BLUF: Ha Long Bay is a World Heritage Site cultural and geographic feature in Vietnam but the closest I’m likely to get there is the soup from Tamarine at 546 University in Palo Alto.
BLUf2: but i’d lump Dumpling Time and Ramen Nagi in the same boat, so to speak, in that there relatively young, and hip and cheaper than Tamarine which is elegant and older.
There’s a great dumplings place on or below Portreo Hil called Dumpling Time. One of the categories is Xiolongbao, which I recalled as “long bao”. I think my hip proto-Asian nephew said that hipsters call it “XLB”.
Today at Tamarine on University I splurged on some yummy soup for lunch. It was a curry soup with coconut and quails eggs, and noodles. But the lady next to me ordered what might be worth coming back for — and what caught my eye — other than being an Emersonian all -seing eyeball — is that she snapped a photo of her soup. And then, as I later posted to Elena K’s PAW column, I asked my server — Anna? — whether that soup not taken was called “long bay” as a transliteration or cognate of the Chinese dumplings, which I called “long bao”. She said she was Vietnamese (like her boss, Tanya Huynh Hartley) and said, “no, it’s just ‘Long Bay’ like Long Bay in Vietnam, a long bay”.
I could edita with a photo.
I could eat another bowl. Tomorrow.
But If I haven’t told you this personally or mentioned it below in Plasty, the best bowl in town is Ramen Nagi in 500 block of Bryant near City Hall: for $15 you get the pork ramen with literally 300,000 variations, or 4 main categories. Kudos to Steve Young the manager — but not the lefty Mormon footballer turned VC or lawyer. Different Steve Young.
There’s also now an Ike’s on Lytton at Kipling, Lytton of the great unwashed, Kipling as in the Jungle Book. (Lytton was also of the “dark and stormy night” although so far Ike’s is only open until 3, ie day hours.
and and: speaking of Emersonian eyeball, I am writing about Laurene Powell Jobs media empire, located here in Palo Alto above the Keen store — in what was once poet laureate Al Young’s studio, “the Nevada Building” in that she according to Kara Swisher in the New York Times bought Atlantic Magazine and then hired Gunn grad George Packer (“the unwinding”) away from New Yorker mag presumably to edit such. And — if you are reading this Laurene — you can make Plastic Alto your next purchase. At such a price.
I also flashed to Jeff Morgan the Cubberley grad and brother of my classmate Mary Morgan Finnegan — a doctor, Paly grad — who runs a global NGO protecting World Heritage Sites — I presume he’s been to Ha Long Bay and likely Dumpling Time as well. Unless its a different Jeff Morgan — there’s also Morgan Family Foundation which did or does have Palo Alto offices. To me, “applied materials” means using spoon, chopsticks, fork, straw — by any means necessary — when there is soup in need of slurp. I am applying material on my bowl, as tools. Try the fish.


Your objective >>
Below are the records to retype. Keep every character exactly and leave out the pictures.

Records supplied >>
►

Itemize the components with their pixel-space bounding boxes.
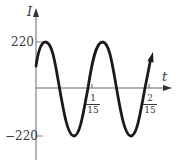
y-axis-arrow-icon — [33, 8, 39, 17]
x-tick-2-denominator: 15 — [143, 104, 157, 115]
x-tick-label-1-15: 1 15 — [86, 94, 100, 115]
curve-arrow-icon — [148, 52, 154, 63]
x-axis-arrow-icon — [163, 85, 172, 91]
x-tick-2-numerator: 2 — [143, 94, 157, 104]
y-tick-label-220: 220 — [11, 36, 34, 48]
y-tick-label-neg220: −220 — [5, 130, 38, 142]
y-axis-label: I — [27, 5, 32, 18]
x-tick-label-2-15: 2 15 — [143, 94, 157, 115]
sine-curve — [36, 42, 151, 136]
x-tick-1-denominator: 15 — [86, 104, 100, 115]
x-axis-label: t — [162, 70, 167, 83]
x-tick-1-numerator: 1 — [86, 94, 100, 104]
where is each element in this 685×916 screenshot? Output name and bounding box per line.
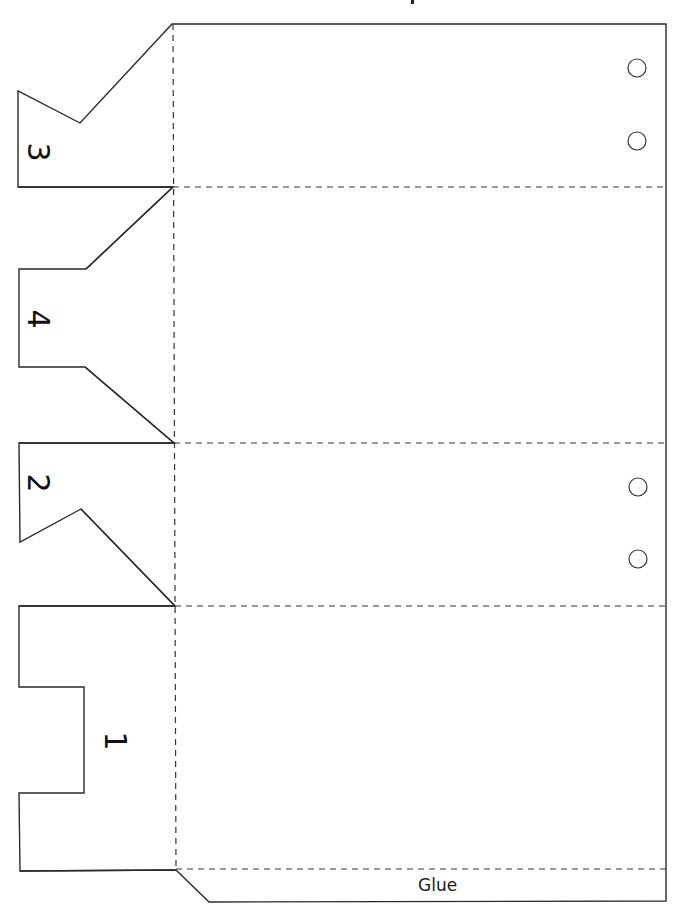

◄

Result of the task >>
Itemize the components with their pixel-space bounding boxes.
y-axis-arrow-icon — [33, 8, 39, 17]
x-tick-2-denominator: 15 — [143, 104, 157, 115]
x-tick-label-1-15: 1 15 — [86, 94, 100, 115]
curve-arrow-icon — [148, 52, 154, 63]
x-axis-arrow-icon — [163, 85, 172, 91]
x-tick-2-numerator: 2 — [143, 94, 157, 104]
y-tick-label-220: 220 — [11, 36, 34, 48]
y-tick-label-neg220: −220 — [5, 130, 38, 142]
y-axis-label: I — [27, 5, 32, 18]
x-tick-label-2-15: 2 15 — [143, 94, 157, 115]
sine-curve — [36, 42, 151, 136]
x-tick-1-denominator: 15 — [86, 104, 100, 115]
x-axis-label: t — [162, 70, 167, 83]
x-tick-1-numerator: 1 — [86, 94, 100, 104]
where is each element in this 685×916 screenshot? Output name and bounding box per line.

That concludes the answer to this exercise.